The setting is a teahouse in the Eastern Province in 1950. The protagonists are Jonathan Broadbent's Hally or Master Harold, Fugard's given name, and the two Black "Boys", each old enough to be his father. Sam (played by Walters) has, in fact, become a surrogate for the drunken cripple that Hally cannot respect.

Sam may be a servant but he is blessed with the wisdom of years and when the play builds to a final joust with his young "Master", there is no doubt who will win.

This is a brave play, as the playwright depicts the priggish Hally with fiercely embarrassing accuracy. For the most part, he is too clever for his own good.

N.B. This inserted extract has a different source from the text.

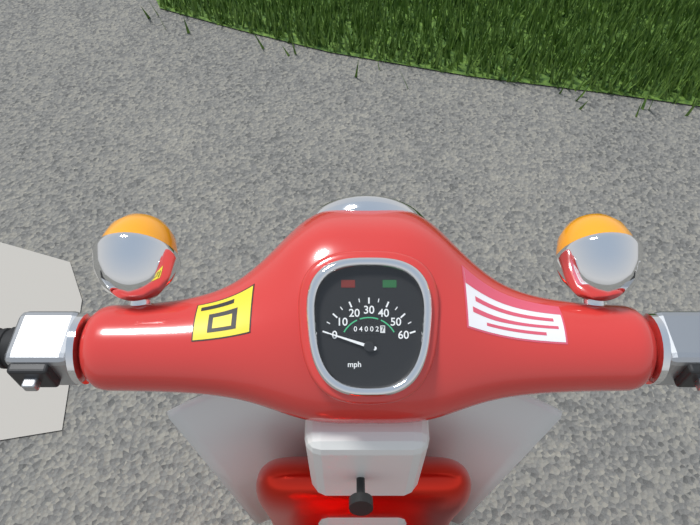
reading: 0 mph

Willie (David Webber) is quieter but has his own dignity even though he spends half of the play scrubbing on his knees. His life is so deprived that he has to choose between a tune on the Wurlitzer jukebox or a bus home. However, he has his own escape, a dance competition in which his partner is to be the unseen, toothless, Size 26 Hilda.

The competition is not the only metaphor that turns this play into a shocking allegory. A second is a kite that represents the need to look upwards to escape the worst vicissitudes of life.

The most powerful of all though, is the final image of a whites-only bench that young Harold, not to mention a whole nation had to learn to walk away from. The admirable Athol Fugard has spent his whole life doing that. The tragedy is that his country took another forty years to do so.